Friday, August 24, 2007

SOA certification program launched

Just saw this article on the CNN/Money website.
IBM Federal SOA Institute Launches IT Certification Program: IBM today announced the first Service Oriented Architecture (SOA) certification and training program for Federal IT professionals. The program was established to provide knowledge, and share important skill sets needed, for SOA development and adoption.

The 12-week certification program is sponsored by the IBM Federal SOA Institute, and will begin September 12th through December 4th. A second series is scheduled for Spring 2008.

Two distinct course tracks are available: an entry level curriculum in order to become a certified SOA Associate, intended for those who are new to SOA concepts and would like to increase their overall understanding; and an advanced curriculum, to become a certified SOA Solution Designer, structured for senior IT professionals who require enhanced knowledge to deploy SOA capabilities within their organization.

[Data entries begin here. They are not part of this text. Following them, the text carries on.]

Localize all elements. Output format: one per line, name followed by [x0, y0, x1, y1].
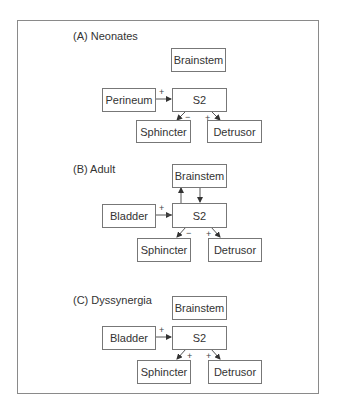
panel-a-title: (A) Neonates — [73, 30, 138, 42]
panel-a-detrusor-node: Detrusor — [207, 120, 262, 143]
panel-c-title: (C) Dyssynergia — [73, 294, 152, 306]
panel-a-sign-sphincter: − — [185, 113, 190, 122]
connection-arrows — [0, 0, 338, 409]
panel-a-brainstem-node: Brainstem — [171, 48, 226, 72]
panel-a-s2-node: S2 — [172, 88, 227, 112]
panel-c-detrusor-node: Detrusor — [208, 360, 262, 384]
panel-a-perineum-node: Perineum — [102, 88, 156, 112]
panel-b-sign-detrusor: + — [206, 230, 211, 239]
panel-c-brainstem-node: Brainstem — [172, 296, 227, 320]
panel-b-sign-input: + — [159, 204, 164, 213]
panel-a-sphincter-node: Sphincter — [136, 120, 191, 143]
panel-b-sphincter-node: Sphincter — [137, 238, 191, 262]
panel-a-sign-detrusor: + — [205, 114, 210, 123]
panel-b-brainstem-node: Brainstem — [172, 164, 227, 188]
panel-b-bladder-node: Bladder — [102, 204, 156, 228]
panel-c-sign-input: + — [159, 326, 164, 335]
panel-b-detrusor-node: Detrusor — [208, 238, 262, 262]
panel-c-sign-detrusor: + — [206, 352, 211, 361]
panel-b-sign-sphincter: − — [186, 229, 191, 238]
panel-c-sphincter-node: Sphincter — [137, 360, 191, 384]
panel-b-s2-node: S2 — [172, 203, 227, 228]
panel-b-title: (B) Adult — [73, 163, 115, 175]
panel-c-sign-sphincter: + — [187, 352, 192, 361]
panel-a-sign-input: + — [159, 88, 164, 97]
panel-c-bladder-node: Bladder — [102, 326, 156, 350]
panel-c-s2-node: S2 — [172, 326, 227, 350]
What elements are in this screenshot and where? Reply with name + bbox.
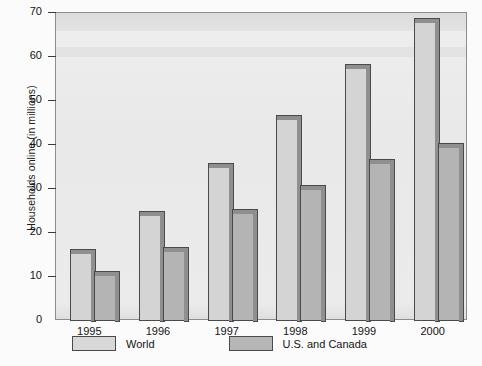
y-axis-tick: [48, 56, 56, 57]
y-axis-label: 60: [8, 50, 42, 61]
bar-shadow-top: [94, 271, 120, 276]
bar-shadow: [115, 272, 120, 322]
y-axis-label: 30: [8, 182, 42, 193]
bar-shadow-top: [139, 211, 165, 216]
bar-1996-us-canada: [163, 251, 185, 321]
bar-shadow-top: [208, 163, 234, 168]
bar-shadow: [459, 144, 464, 322]
legend-label-us-canada: U.S. and Canada: [283, 338, 367, 350]
legend-item-world: World: [72, 336, 155, 351]
y-axis-label: 20: [8, 226, 42, 237]
bar-shadow: [390, 160, 395, 322]
y-axis-tick: [48, 12, 56, 13]
world-swatch-icon: [72, 336, 116, 351]
y-axis-label: 70: [8, 6, 42, 17]
bar-shadow-top: [300, 185, 326, 190]
bar-1995-world: [70, 253, 92, 321]
bar-1995-us-canada: [94, 275, 116, 321]
bar-1997-world: [208, 167, 230, 321]
y-axis-tick: [48, 276, 56, 277]
bar-shadow: [253, 210, 258, 322]
bar-shadow-top: [276, 115, 302, 120]
y-axis-tick: [48, 100, 56, 101]
legend-label-world: World: [126, 338, 155, 350]
bar-shadow-top: [414, 18, 440, 23]
bar-shadow-top: [163, 247, 189, 252]
bar-1998-us-canada: [300, 189, 322, 321]
bar-1999-world: [345, 68, 367, 321]
us-canada-swatch-icon: [229, 336, 273, 351]
bar-shadow-top: [345, 64, 371, 69]
y-axis-title: Households online (in millions): [25, 43, 37, 273]
bar-1997-us-canada: [232, 213, 254, 321]
bar-shadow-top: [70, 249, 96, 254]
y-axis-tick: [48, 144, 56, 145]
y-axis-label: 0: [8, 314, 42, 325]
bar-shadow: [184, 248, 189, 322]
bar-shadow-top: [232, 209, 258, 214]
bar-2000-us-canada: [438, 147, 460, 321]
plot-area: [55, 12, 467, 320]
bar-2000-world: [414, 22, 436, 321]
x-axis-label-2000: 2000: [398, 325, 468, 337]
bar-shadow-top: [369, 159, 395, 164]
y-axis-label: 40: [8, 138, 42, 149]
bar-shadow: [321, 186, 326, 322]
y-axis-label: 10: [8, 270, 42, 281]
y-axis-tick: [48, 232, 56, 233]
bar-1996-world: [139, 215, 161, 321]
y-axis-label: 50: [8, 94, 42, 105]
bar-1998-world: [276, 119, 298, 321]
y-axis-tick: [48, 188, 56, 189]
chart-legend: World U.S. and Canada: [72, 336, 367, 351]
bar-chart: Households online (in millions) 01020304…: [0, 0, 482, 366]
legend-item-us-canada: U.S. and Canada: [229, 336, 367, 351]
bar-1999-us-canada: [369, 163, 391, 321]
bar-shadow-top: [438, 143, 464, 148]
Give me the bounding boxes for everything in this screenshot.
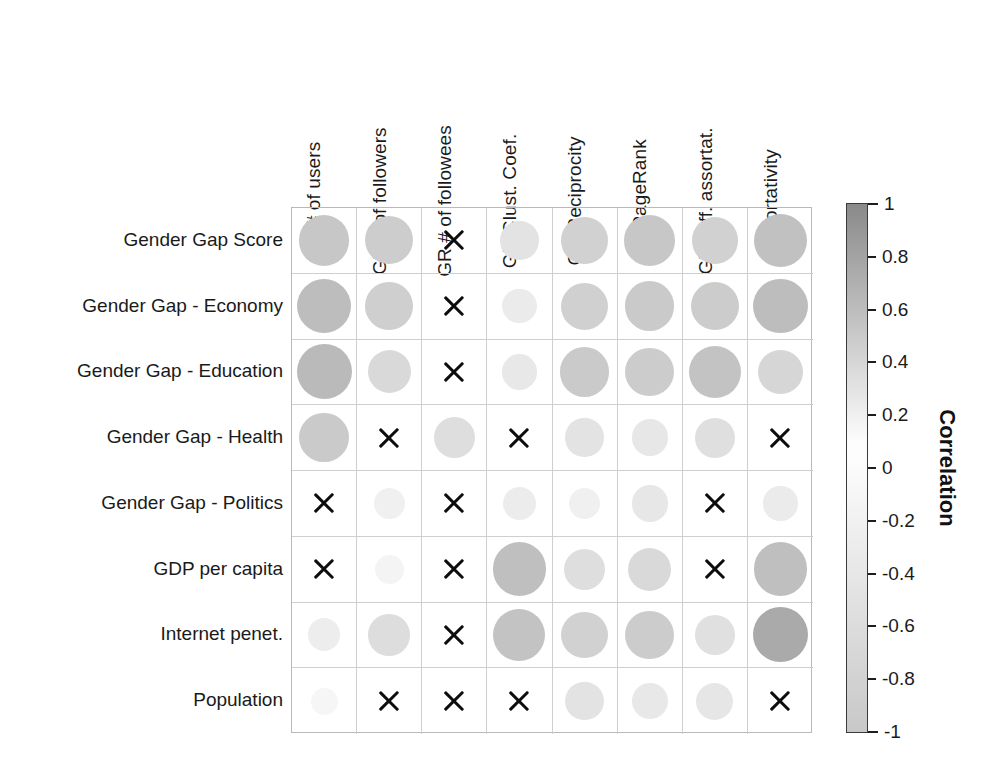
correlation-dot bbox=[297, 344, 352, 399]
matrix-cell bbox=[422, 274, 487, 340]
row-label-5: GDP per capita bbox=[0, 536, 283, 602]
row-label-3: Gender Gap - Health bbox=[0, 404, 283, 470]
matrix-cell bbox=[618, 668, 683, 734]
colorbar-tick-label: -1 bbox=[884, 721, 901, 743]
not-significant-x-icon bbox=[441, 490, 467, 516]
correlation-dot bbox=[754, 542, 807, 595]
matrix-cell bbox=[683, 405, 748, 471]
not-significant-x-icon bbox=[441, 227, 467, 253]
correlation-matrix-figure: GR # of usersGR # of followersGR # of fo… bbox=[0, 0, 1000, 772]
correlation-dot bbox=[308, 618, 341, 651]
matrix-cell bbox=[292, 471, 357, 537]
colorbar-tick-mark bbox=[868, 520, 876, 522]
correlation-dot bbox=[299, 413, 348, 462]
matrix-cell bbox=[487, 340, 552, 406]
colorbar-tick-mark bbox=[868, 625, 876, 627]
correlation-dot bbox=[434, 417, 475, 458]
colorbar-tick-mark bbox=[868, 467, 876, 469]
correlation-dot bbox=[624, 215, 674, 265]
matrix-cell bbox=[357, 405, 422, 471]
matrix-cell bbox=[487, 668, 552, 734]
correlation-dot bbox=[753, 607, 808, 662]
matrix-cell bbox=[487, 603, 552, 669]
matrix-cell bbox=[748, 208, 813, 274]
colorbar-tick-mark bbox=[868, 256, 876, 258]
matrix-cell bbox=[618, 274, 683, 340]
matrix-cell bbox=[683, 274, 748, 340]
matrix-cell bbox=[618, 405, 683, 471]
colorbar-title-text: Correlation bbox=[934, 409, 960, 526]
matrix-cell bbox=[357, 668, 422, 734]
matrix-cell bbox=[553, 405, 618, 471]
colorbar-tick-label: 0.8 bbox=[882, 246, 908, 268]
colorbar-tick-mark bbox=[868, 309, 876, 311]
colorbar-tick-mark bbox=[868, 573, 876, 575]
matrix-cell bbox=[422, 471, 487, 537]
correlation-dot bbox=[689, 346, 741, 398]
correlation-dot bbox=[632, 485, 668, 521]
not-significant-x-icon bbox=[506, 425, 532, 451]
matrix-cell bbox=[748, 603, 813, 669]
correlation-dot bbox=[754, 214, 807, 267]
matrix-cell bbox=[357, 208, 422, 274]
row-label-2: Gender Gap - Education bbox=[0, 339, 283, 405]
row-label-4: Gender Gap - Politics bbox=[0, 470, 283, 536]
matrix-cell bbox=[422, 537, 487, 603]
matrix-cell bbox=[357, 537, 422, 603]
correlation-dot bbox=[500, 221, 538, 259]
matrix-cell bbox=[292, 340, 357, 406]
correlation-dot bbox=[625, 281, 674, 330]
correlation-dot bbox=[632, 683, 668, 719]
colorbar-tick-label: 0.4 bbox=[882, 351, 908, 373]
correlation-dot bbox=[375, 555, 404, 584]
matrix-cell bbox=[553, 603, 618, 669]
correlation-dot bbox=[374, 488, 405, 519]
matrix-cell bbox=[748, 471, 813, 537]
not-significant-x-icon bbox=[441, 293, 467, 319]
not-significant-x-icon bbox=[376, 425, 402, 451]
correlation-dot bbox=[368, 614, 409, 655]
correlation-dot bbox=[502, 354, 538, 390]
row-label-1: Gender Gap - Economy bbox=[0, 273, 283, 339]
correlation-dot bbox=[561, 612, 607, 658]
colorbar-tick-label: -0.8 bbox=[882, 668, 915, 690]
correlation-dot bbox=[565, 682, 603, 720]
correlation-dot bbox=[503, 487, 537, 521]
colorbar-tick-label: -0.2 bbox=[882, 510, 915, 532]
row-label-axis: Gender Gap ScoreGender Gap - EconomyGend… bbox=[0, 207, 283, 733]
correlation-dot bbox=[625, 611, 673, 659]
correlation-dot bbox=[311, 688, 338, 715]
correlation-dot bbox=[561, 217, 607, 263]
matrix-cell bbox=[487, 537, 552, 603]
correlation-dot bbox=[758, 350, 802, 394]
correlation-dot bbox=[632, 419, 668, 455]
colorbar-tick-mark bbox=[868, 731, 878, 733]
not-significant-x-icon bbox=[702, 556, 728, 582]
matrix-cell bbox=[553, 340, 618, 406]
matrix-cell bbox=[553, 208, 618, 274]
matrix-cell bbox=[422, 668, 487, 734]
not-significant-x-icon bbox=[767, 688, 793, 714]
colorbar-tick-mark bbox=[868, 361, 876, 363]
column-label-axis: GR # of usersGR # of followersGR # of fo… bbox=[291, 0, 812, 207]
matrix-cell bbox=[748, 668, 813, 734]
not-significant-x-icon bbox=[767, 425, 793, 451]
correlation-dot bbox=[493, 609, 545, 661]
matrix-cell bbox=[748, 405, 813, 471]
correlation-dot bbox=[692, 217, 738, 263]
matrix-cell bbox=[292, 668, 357, 734]
matrix-cell bbox=[553, 668, 618, 734]
colorbar-tick-mark bbox=[868, 203, 878, 205]
colorbar-tick-label: 1 bbox=[884, 193, 895, 215]
correlation-dot bbox=[696, 683, 733, 720]
colorbar-tick-label: 0.6 bbox=[882, 299, 908, 321]
matrix-cell bbox=[683, 208, 748, 274]
correlation-dot bbox=[695, 418, 735, 458]
matrix-cell bbox=[683, 603, 748, 669]
correlation-dot bbox=[560, 347, 609, 396]
correlation-dot bbox=[365, 216, 413, 264]
matrix-cell bbox=[618, 603, 683, 669]
matrix-cell bbox=[553, 471, 618, 537]
matrix-cell bbox=[422, 340, 487, 406]
matrix-cell bbox=[292, 405, 357, 471]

Certification modules cover issues such as the value of SOA, determining return on investment, bridging the gap between technical and business teams, basic architecture, establishing solutions using existing assets and new components, identifying barriers to adoption, preparing for governance issues, and effective deployment and management within an organization.

More...


Thursday, August 2, 2007

Web Services performance through the years


On my travels I get asked the simple question many times ... "are web services fast"?

I usually answer by showing the above graphic. Back when I started on Web Services in 2002, the answer was no. As you can see over 5 years, the answer has definitely changed to "it depends".

I say "it depends" with a little sarcasm. Obviously the performance shown in this chart tells you web services performs. However, in practice I find misuses of performance data and/or web services.

The first thing to be wary of is people trying to prove web services aren't viable are folks using "Hello World" string in/string out web services compared to legacy communication protocol xyz. I usually ask such folks how many distributed services in their architecture are string in string out with such small payloads. The answer is none. Usually the service uses complex industry standard schemas and has a small payload in with a large payload out. The above graph therefore is based on a 3k input document using banking industry standard schemas with a 10k output document.

The second thing to be wary of is primitive web services testing. The above graph is an example of primitive web services testing. This is because my team works on optimizing web services. It shows very clearly the impact of web services calling services that have zero business logic. If we optimize the performance of this primitive we will help in all scenario using web services. However, for customers you need to understand that when you add business logic, the performance impact of web services is far less of a concern. To accurately gauge performance impacts of web services in your application, I would suggest a measuring a vertical slice of your entire application, starting at the web service interface, then calling business logic, and finally any database logic. Comparing that vertical slice between web services and legacy communication protocol xyz is a useful comparison.

Lastly, don't replace every legacy communication protocol xyz in every application with web services. Web Services has been documented by almost every vendor to be useful when the service calls are coarse grained. Replacing "services" with calls that are under 1k of input with 1k of output (example a string in, a simple bean out) isn't usually a good idea. Reusable services in a SOA (for example) are typically much larger in payloads as they tend to be calling services that are not fine grained in payload or function.

Now, you may be asking two questions ...

1) How did we improve the performance over the years
2) What is the performance story for 2007 and the new Web Services Feature Pack?